How does a subtle language unlock a student’s potential?

Children are recommended to determine the authority and expertise assigned by teachers in the classroom. When a teacher is the only person in the room with knowledge, there is a bottleneck. We will see a group of kids coming to the teacher’s desk, waiting for approval, correction or resolution of the problem. It’s not just a waste of time. It limits student independence and agency.
“What should we do as scientists?”
To answer this question, at least temporary children must imagine themselves trapped in this identity and may choose to maintain the possibility of wearing the mantle. Again, note that the claim of how to provide (already agreed) rather than new information is the claim of a scientist (“as a scientist”) (“as a scientist”), thus making it less open.
Of course, just the identity tag will not do everything you need. We need to build an understanding of what scientists (or mathematicians or authors) do, their speeches and behaviors. In a classroom, the teacher calls himself a “senior researcher” and sometimes a child called “researcher Tom” and begins to reiterate “we are researchers, let’s do the research.” When the children argued that the teacher’s role was to tell the children the answer, the answer was: “This is a characteristic of researchers who try to answer questions themselves.” The response encouraged the collective identity of things that “people like us” do. It also denies the framework proposed by the children: “We are traditional students, you are traditional teachers, we are going to school.” In fact, it replied, “I’m sorry, but you must be in the wrong theater. I don’t know those actors or that plot. This is the development of this script.” It asserted, “When I say us in these conversations from now on, that’s the person I refer to.”
Important achievements of researchers such as the researchers’ community, such as education, are also tools to shape children’s classroom participation. These identities provide students with their sense of responsibility and reasonable ways of acting, especially each other and the subjects of study. What is implicit in these identities is the concept of community, because identities are related to both uniqueness and affiliation. Well, in a classroom like this, the teacher is not only trying to teach the subject. Instead, as Ed Elbers and Leen Streetland said mathematically, they are “mathematicalization: turning everyday problems into mathematical problems and using the mathematics that evolved from these activities to solve real problems”. Learning science, writing, mathematics, and more in this way breaks the division between school and the “real world”, a department that limits the importance and impact of children’s learning.
“What are you doing as a writer today?”
This query has multiple functions. First, it forms what the student will do in terms of the work of the writer and invites conversations about these terms rather than in the students who do the tasks for the teacher. Second, again, by “giving” the following assertion: they did not discuss it. Students must say such[As a writer] I’m working on the tiger that is making this book. ”
The dialogue opener insists on a commitment to a specific character (I, a writer) and engages in a specific narrative (being an author). The student pushed gently and gently – well, well, being pushed – rehearsed the narrative with himself as a writer/protagonist, opening up the possibility of the teacher elaborating the story with details and plot suggestions.
“I wonder if you are ready as a writer…”
This immediately requires children to think about learning in development or maturity and invites people to desire to be seen as expanding maturity. It relies heavily on students, seeing itself as a writer and challenging gloves. If she did pick up her gloves and overcome the challenge, it would be hard for her to avoid writing a narrative about self-authorized people in the teacher’s words. Overcoming obstacles in this way provides an attractive invitation to adopt identity. If the teacher asks her how to do this, she will re-state the story with herself becoming the protagonist of success.
“I bet you’re proud of yourself.”
It feels good to be proud of something. Pride builds internal motivation. But pride is a tricky emotion that attracts attention, because it comes in two forms: real and rich fanaticism. Pride is the big pride on the chest that we often see in sports encounters. It has a side below. It is often associated with aggressiveness, hostility and social anxiety. People with affluent pride tend to be more interested in letting go, gaining superiority and dominating others than providing support. True pride is associated with being creative, community-oriented, pleasing, prosocial stance and good self-esteem. Not surprisingly, it is often accompanied by a certain level of popularity. So if we are to get attention, we have to make sure that this is the right sense of pride – to strategically overcome obstacles to achieve challenging obstacles, community-oriented prosocial behaviors or solve problems.
We avoid comments or situations that create rich pride that invites pride through interpersonal comparisons and zero-sum self-worth, or simply through achievement itself regardless of struggle. Instead, we focus our invitation to pride on the process of completing the positive process. So if we are to evoke pride, we might add, “I bet you are proud of yourself [for not giving up on that project] or [for helping your partner solve that problem]. “The idea is to build victory about problems, adversity or one’s own limitations, not victory, not others. [valued process, strategy, struggle…],” he asserts independence and a proxy narrative. At the same time, this does not undermine the teacher’s sense of pride in his sympathy for his child.
We want children to participate in the process and the agents they provide and we want children to establish a positive identity and recognize their agents in the building.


__What is needed__
Find every line in the data that contains the word "lower". Return each of those lines.

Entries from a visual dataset
= = = =

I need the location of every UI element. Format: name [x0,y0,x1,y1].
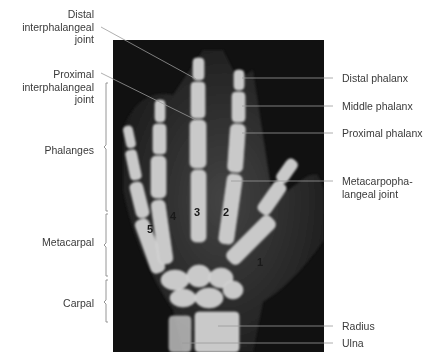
hand-bones-illustration [113,40,324,352]
label-proximal-phalanx: Proximal phalanx [342,127,423,140]
digit-number-4: 4 [170,210,176,222]
digit-number-3: 3 [194,206,200,218]
label-line: joint [22,33,94,46]
label-line: joint [22,93,94,106]
label-middle-phalanx: Middle phalanx [342,100,413,113]
label-line: langeal joint [342,188,413,201]
digit-number-2: 2 [223,206,229,218]
label-line: Distal [22,8,94,21]
digit-number-1: 1 [257,256,263,268]
label-distal-interphalangeal-joint: Distal interphalangeal joint [22,8,94,46]
label-line: interphalangeal [22,21,94,34]
label-proximal-interphalangeal-joint: Proximal interphalangeal joint [22,68,94,106]
label-radius: Radius [342,320,375,333]
label-metacarpophalangeal-joint: Metacarpopha- langeal joint [342,175,413,200]
label-distal-phalanx: Distal phalanx [342,72,408,85]
label-ulna: Ulna [342,337,364,350]
label-phalanges: Phalanges [44,144,94,157]
digit-number-5: 5 [147,223,153,235]
hand-xray-image [113,40,324,352]
label-line: interphalangeal [22,81,94,94]
label-line: Proximal [22,68,94,81]
label-carpal: Carpal [63,297,94,310]
label-line: Metacarpopha- [342,175,413,188]
label-metacarpal: Metacarpal [42,236,94,249]
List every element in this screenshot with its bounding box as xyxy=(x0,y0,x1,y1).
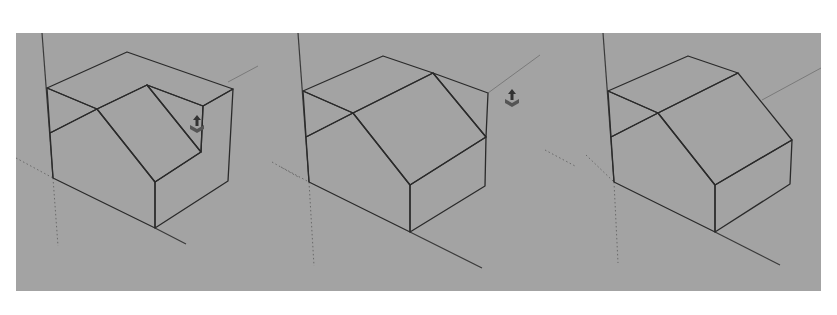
face-top xyxy=(47,52,233,109)
face-left-upper xyxy=(47,88,97,133)
green-axis xyxy=(762,68,821,100)
face-right xyxy=(715,140,792,232)
face-left-lower xyxy=(50,109,155,228)
sketchup-scene xyxy=(0,0,837,315)
red-axis xyxy=(715,232,780,265)
face-slope xyxy=(353,73,486,185)
face-right xyxy=(410,137,486,232)
face-left-lower xyxy=(306,113,410,232)
red-axis-negative xyxy=(281,167,309,182)
green-axis-negative xyxy=(309,182,314,266)
push-pull-icon xyxy=(505,89,519,107)
red-axis-right xyxy=(545,150,575,166)
face-pushed xyxy=(433,73,488,137)
face-left-upper xyxy=(608,91,658,137)
face-top xyxy=(303,56,433,113)
red-axis xyxy=(155,228,186,244)
face-left-lower xyxy=(611,113,715,232)
green-axis xyxy=(488,55,540,93)
red-axis-negative xyxy=(586,155,614,182)
green-axis-negative xyxy=(614,182,618,263)
green-axis xyxy=(228,66,258,82)
face-left-upper xyxy=(303,91,353,137)
face-top xyxy=(608,56,738,113)
red-axis-right xyxy=(272,162,300,178)
red-axis-negative xyxy=(16,158,53,178)
panel-step-2[interactable] xyxy=(281,33,575,268)
panel-step-3[interactable] xyxy=(586,33,821,265)
face-slope xyxy=(658,73,792,185)
panel-step-1[interactable] xyxy=(16,33,300,246)
red-axis xyxy=(410,232,482,268)
green-axis-negative xyxy=(53,178,58,246)
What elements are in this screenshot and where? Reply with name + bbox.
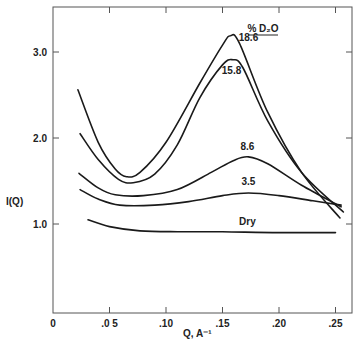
x-tick-label: .20 <box>272 318 286 329</box>
x-tick-label: 0 <box>50 318 56 329</box>
legend-header: % D₂O <box>247 23 278 35</box>
curve-label: 8.6 <box>240 141 254 152</box>
y-tick-label: 2.0 <box>33 133 47 144</box>
curve-3-5 <box>80 190 341 206</box>
curve-label: 3.5 <box>242 176 256 187</box>
x-tick-label: .10 <box>159 318 173 329</box>
axis-ticks: 0.0 5.10.15.20.251.02.03.0 <box>33 7 352 329</box>
curve-label: Dry <box>239 216 256 227</box>
x-axis-title: Q, A⁻¹ <box>183 328 212 339</box>
curve-15-8 <box>80 59 343 212</box>
y-tick-label: 3.0 <box>33 47 47 58</box>
x-tick-label: .25 <box>329 318 343 329</box>
x-tick-label: .0 5 <box>101 318 118 329</box>
scattering-chart: 0.0 5.10.15.20.251.02.03.0 18.615.88.63.… <box>0 0 359 349</box>
data-curves <box>78 35 344 233</box>
curve-label: 15.8 <box>222 65 242 76</box>
curve-18-6 <box>78 35 340 218</box>
x-tick-label: .15 <box>216 318 230 329</box>
y-tick-label: 1.0 <box>33 219 47 230</box>
y-axis-title: I(Q) <box>6 196 23 207</box>
curve-dry <box>88 220 336 233</box>
legend-header-text: % D₂O <box>247 23 278 34</box>
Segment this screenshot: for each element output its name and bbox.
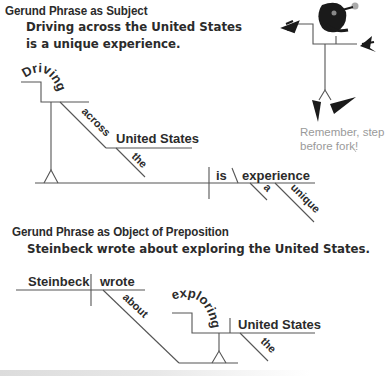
- preposition-word: across: [80, 105, 114, 139]
- modifier-unique-word: unique: [289, 181, 323, 215]
- stick-figure-mascot-icon: [283, 3, 376, 153]
- diagram-subject: Driving across United States the is expe…: [19, 60, 322, 222]
- verb-word: is: [216, 168, 227, 183]
- object-word: United States: [116, 131, 199, 146]
- diagram-canvas: Driving across United States the is expe…: [0, 0, 388, 376]
- fork-line: [44, 170, 58, 183]
- complement-word: experience: [242, 168, 310, 183]
- fork-line-2: [212, 351, 226, 363]
- diagram-object-of-preposition: Steinbeck wrote about exploring United S…: [16, 274, 321, 363]
- object-modifier-word: the: [130, 150, 150, 170]
- preposition-word-2: about: [121, 291, 151, 320]
- bottom-divider: [0, 370, 388, 376]
- subject-word: Steinbeck: [28, 274, 90, 289]
- object-modifier-word-2: the: [259, 335, 279, 355]
- gerund-word-2: exploring: [170, 285, 224, 329]
- object-word-2: United States: [238, 317, 321, 332]
- gerund-word: Driving: [19, 60, 69, 93]
- complement-divider: [232, 168, 238, 183]
- verb-word-2: wrote: [99, 274, 135, 289]
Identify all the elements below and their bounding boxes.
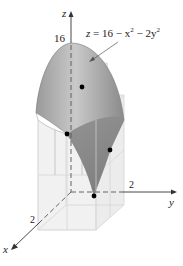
z-axis-label: z <box>62 8 66 19</box>
surface-diagram <box>0 0 183 266</box>
equation-rhs: = 16 − x <box>90 27 130 39</box>
equation-exp2: 2 <box>156 26 160 34</box>
label-pointer-line <box>92 42 118 60</box>
z-tick-16: 16 <box>54 33 65 44</box>
equation-label: z = 16 − x2 − 2y2 <box>86 27 160 39</box>
left-edge-point <box>65 132 70 137</box>
y-axis-label: y <box>169 197 174 208</box>
upper-interior-point <box>80 85 85 90</box>
y-tick-2: 2 <box>129 180 134 190</box>
right-edge-point <box>108 148 113 153</box>
bottom-vertex-point <box>92 194 97 199</box>
equation-mid: − 2y <box>134 27 157 39</box>
x-tick-2: 2 <box>30 215 35 225</box>
x-axis-label: x <box>3 244 8 255</box>
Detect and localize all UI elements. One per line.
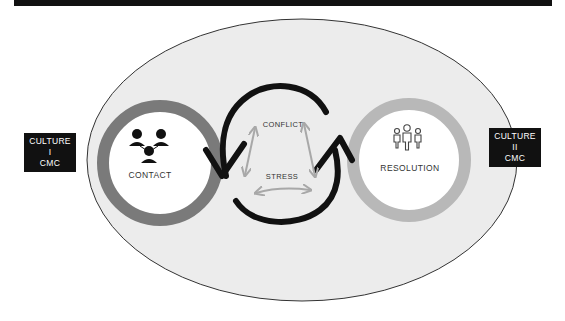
conflict-label: CONFLICT xyxy=(258,120,308,129)
culture-ii-label: CULTURE II CMC xyxy=(489,128,541,167)
culture-i-line1: CULTURE I xyxy=(28,136,72,158)
culture-i-label: CULTURE I CMC xyxy=(24,133,76,172)
contact-label: CONTACT xyxy=(125,170,175,180)
stress-label: STRESS xyxy=(257,172,307,181)
diagram-canvas xyxy=(0,0,565,321)
culture-ii-line1: CULTURE II xyxy=(493,131,537,153)
contact-ring xyxy=(103,106,217,220)
resolution-ring xyxy=(353,104,465,216)
resolution-label: RESOLUTION xyxy=(380,163,440,173)
culture-ii-line2: CMC xyxy=(493,153,537,164)
culture-i-line2: CMC xyxy=(28,158,72,169)
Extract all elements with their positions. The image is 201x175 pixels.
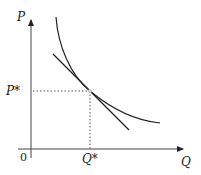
y-axis-label: P — [16, 10, 26, 24]
origin-label: 0 — [20, 151, 27, 164]
q-star-label: Q* — [82, 152, 98, 166]
tangent-point — [88, 89, 92, 93]
p-star-label: P* — [5, 84, 20, 98]
x-axis-label: Q — [181, 155, 191, 169]
demand-curve — [56, 17, 160, 123]
diagram-canvas: P Q 0 P* Q* — [0, 0, 201, 175]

= = = =

__Result for this exercise__
face-left-lower xyxy=(50,109,155,228)
face-left-lower xyxy=(306,113,410,232)
face-left-lower xyxy=(611,113,715,232)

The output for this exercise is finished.